On a Friday evening at Gigi’s, diners traversed the black-and-white-checked floors to find gingham-draped tables nestled near thick red curtains. At a glance, this could be any one of the buzzy red-sauce joints that opened this year, the ones that seemingly aim to capture some of the success of now-iconic examples of the genre like Carbone. But think of Gigi’s as the anti-Carbone. The former pop-up eschews excess fanfare: Chef-founders Eric Brooks and Jacob Armando don’t take reservations and they invite other up-and-comers to use the space as an incubator. Where other trattorias might have a photo gallery of celebrity guests, a closer look at the Gigi’s photo wall reveals the black-and-white portraits are fellow Atlanta chefs and other friends of the team, as if to say, “When you’re a part of this community, you’re family.”

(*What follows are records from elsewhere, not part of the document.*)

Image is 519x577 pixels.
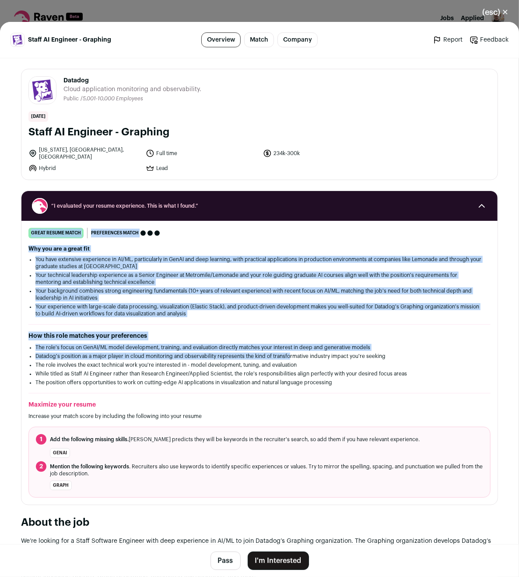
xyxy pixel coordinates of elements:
[36,434,46,444] span: 1
[201,32,241,47] a: Overview
[278,32,318,47] a: Company
[28,412,491,419] p: Increase your match score by including the following into your resume
[146,164,258,172] li: Lead
[50,464,129,469] span: Mention the following keywords
[35,344,484,351] li: The role's focus on GenAI/ML model development, training, and evaluation directly matches your in...
[211,551,241,570] button: Pass
[146,146,258,160] li: Full time
[51,202,468,209] span: “I evaluated your resume experience. This is what I found.”
[472,3,519,22] button: Close modal
[35,303,484,317] li: Your experience with large-scale data processing, visualization (Elastic Stack), and product-driv...
[470,35,509,44] a: Feedback
[35,287,484,301] li: Your background combines strong engineering fundamentals (10+ years of relevant experience) with ...
[28,111,48,122] span: [DATE]
[28,331,491,340] h2: How this role matches your preferences
[29,77,56,104] img: 0721ae5c561563f1475dee62986f5bdaf2d581547a54b689c8d6b5512c2bda06.jpg
[50,436,129,442] span: Add the following missing skills.
[35,379,484,386] li: The position offers opportunities to work on cutting-edge AI applications in visualization and na...
[50,436,420,443] span: [PERSON_NAME] predicts they will be keywords in the recruiter's search, so add them if you have r...
[28,146,141,160] li: [US_STATE], [GEOGRAPHIC_DATA], [GEOGRAPHIC_DATA]
[63,95,81,102] li: Public
[81,95,143,102] li: /
[244,32,274,47] a: Match
[91,229,139,237] span: Preferences match
[11,33,24,46] img: 0721ae5c561563f1475dee62986f5bdaf2d581547a54b689c8d6b5512c2bda06.jpg
[50,463,483,477] span: . Recruiters also use keywords to identify specific experiences or values. Try to mirror the spel...
[83,96,143,101] span: 5,001-10,000 Employees
[248,551,309,570] button: I'm Interested
[21,515,498,529] h2: About the job
[63,85,201,94] span: Cloud application monitoring and observability.
[28,400,491,409] h2: Maximize your resume
[28,125,491,139] h1: Staff AI Engineer - Graphing
[28,35,111,44] span: Staff AI Engineer - Graphing
[50,448,70,457] li: GenAI
[433,35,463,44] a: Report
[35,256,484,270] li: You have extensive experience in AI/ML, particularly in GenAI and deep learning, with practical a...
[263,146,375,160] li: 234k-300k
[35,370,484,377] li: While titled as Staff AI Engineer rather than Research Engineer/Applied Scientist, the role's res...
[35,352,484,359] li: Datadog's position as a major player in cloud monitoring and observability represents the kind of...
[35,271,484,285] li: Your technical leadership experience as a Senior Engineer at Metromile/Lemonade and your role gui...
[36,461,46,471] span: 2
[28,245,491,252] h2: Why you are a great fit
[50,480,72,490] li: graph
[63,76,201,85] span: Datadog
[35,361,484,368] li: The role involves the exact technical work you're interested in - model development, tuning, and ...
[28,228,84,238] div: great resume match
[28,164,141,172] li: Hybrid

The concise menu plays with Italian American classics, so along with beef carpaccio with rice crackers and brown butter pork Milanese, there’s always a pasta dish. It changes with the chefs’ whims, but it likely will highlight Georgia produce, as in a brilliant fresh rigatoni with okra in a creamy onion soubise so pleasingly light that finishing the bowl is quick work. Perfect tiramisu is another constant, a grounding note to end a meal of surprises. With its whole-hearted embrace of the local dining culture, Gigi’s isn’t so much bringing another red-sauce restaurant to Atlanta as it’s bringing Atlanta to the red-sauce conversation, with entirely unique and extremely satisfying results. — Monica Burton
Gigi's Italian Kitchen & Restaurant
Atlanta, Georgia
Photography by Sydney A. Foster
Gigi's Italian Kitchen & Restaurant
1660 McLendon Avenue NE
Atlanta, Georgia
Gregory Gourdet — Top Chef finalist, James Beard Award winner, industry longtimer — is probably Portland’s most famous working chef, and now, he finally has his own restaurant. At Kann, he explores his culinary background with meticulously executed, genre-bending Haitian fare. Longtime fans will recognize the juicy Pekin duck from holiday dinners at Departure, where Gourdet led the kitchen for nearly a decade. But at Kann it comes lacquered with cane syrup, pineapple, and tamarind, bringing the Haitian flavors of his childhood to his experience with Southeast Asian cooking. The cocktail menu is stacked with impressive, multifaceted nonalcoholic drinks, fitting of Gourdet’s impassioned activism around sobriety and recovery in the restaurant industry. There’s eye candy, too; a surprisingly savory salad of berries, cherries, and young coconut is a striking new vegan dish in a city that’s seen its fair share of vegan trailblazers.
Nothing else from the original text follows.